VOICE OF THE JEWISH NEWS: Meet the Ukippers…
The ‘anti-Europe, anti-immigration’ party UKIP is predicted to gain nine to 10 percent of the vote in next month’s election. With its yet-to-be-resolved stance on wanting to ban shechita, warnings on the wearing of religious garments and shabby alliances with far-right Holocaust apologists in Europe, the party should – on paper at least – be anathema to Jews.
Yet Nigel Farage’s party has attracted Jewish followers from across the UK, just as Marine Le Pen’s ultra-nationalist Front National has done in France. Supporters even include community grandees such as Norwood’s outgoing president Richard Desmond, who reportedly donated £300,000.
What’s more, a Jewish News survey late last year suggested UKIP would get eight percent of the Jewish vote in the UK – close to the national average and twice that predicted for the Liberal Democrats. Why? What is the attraction? Are these Jews not latkes voting for Chanukah?
Why, for a start, would Jews be against immigration, when as a people we owe no small debt of gratitude to those open doors when we, too, needed shelter?
“Jews know what it means to be an outsider, to be looked at askance, to be feared and reviled and, ultimately, blamed for society’s wrongs,” says Kingston Liberal Synagogue member Andree Frieze. Her words strike many a chord. There are few Jews in Britain whose relatives were not once in a similar position.

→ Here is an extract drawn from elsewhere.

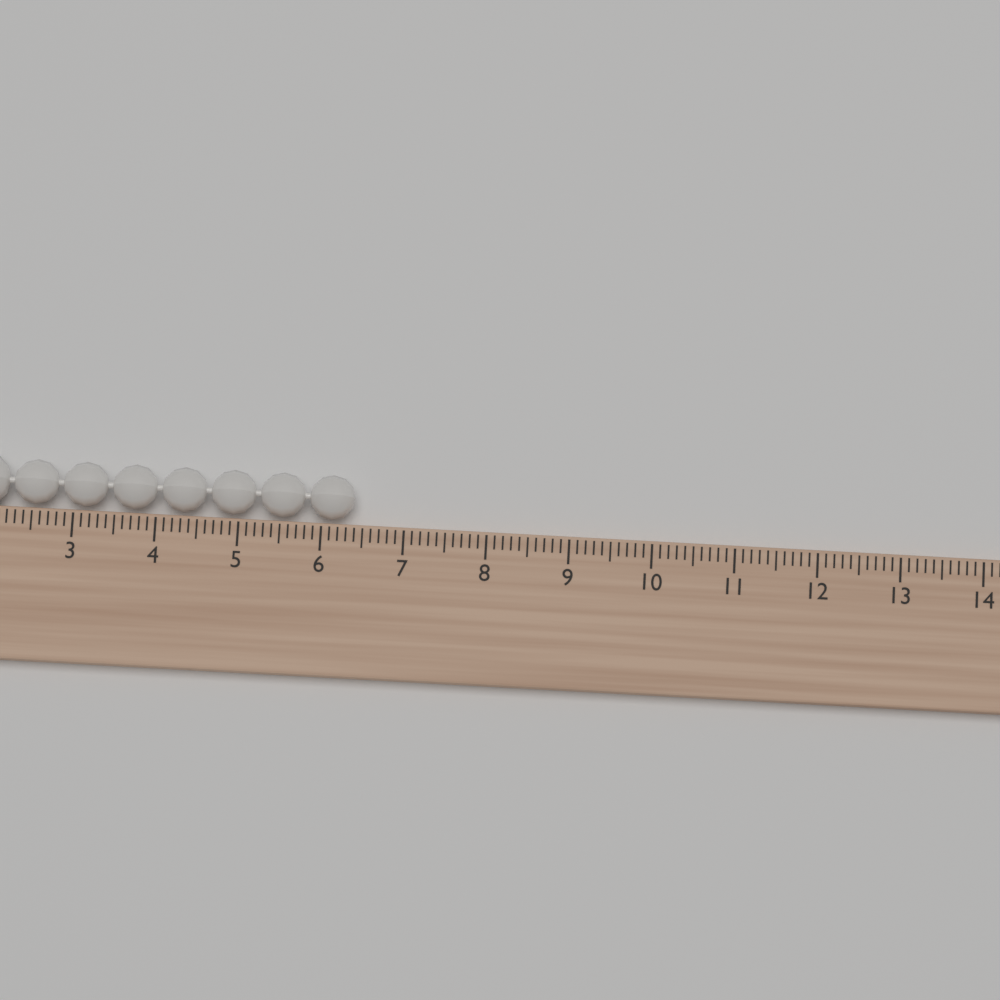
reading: 6.4 (no unit)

But is all that now just distant memory? It seems so for Jewish News reader Raymond Peentner, who says: “I’ve always voted Tory, but no longer. They’re not honest about immigration, which cannot be controlled while we are part of the EU. I intend to vote UKIP at the election.”
Perhaps many feel as Hendon’s former UKIP candidate Jeremy Zeid did last year – that Britain’s high streets are being “ethnically cleansed” by today’s immigrants. Yet as Jews, do we not know a thing or two about ethnic cleansing? The term’s casual usage by Zeid, who is Jewish, disappointed so many, who asked whether he had had no family members perish in the last century’s most infamous example of it. But vocabulary aside, was he on to something? Do we now feel like strangers in a once-strange land?
Our feature on page six this week helps unravel the mysteries of the Jewish UKIP supporter’s mind. Not for them is the party “racist,” as almost half our readers thought back in November, when UKIP entered into an alliance with a Polish MEP, whose party leader said Hitler was “probably not aware Jews were being exterminated”. That European Parliament tie-up was – for 42 percent of our readers – “crossing a red line”.
Yet should all this realpolitik be forgiven? Is it but a battle in a bigger war? The great unmentionable is that UKIP and Front National are seen to be hard on radical Islam and its breeding grounds.
Have Jews simply sided with those who oppose the source of so much anti-Semitism? Or is that just wilful ignorance, an excuse for racism and hatred of more recent immigrants, mostly Muslim?
It seems the community is split on whether the rise of UKIP and the intolerance it represents is a cause for alarm or hope. By mid-May, thoughts may have crystallised.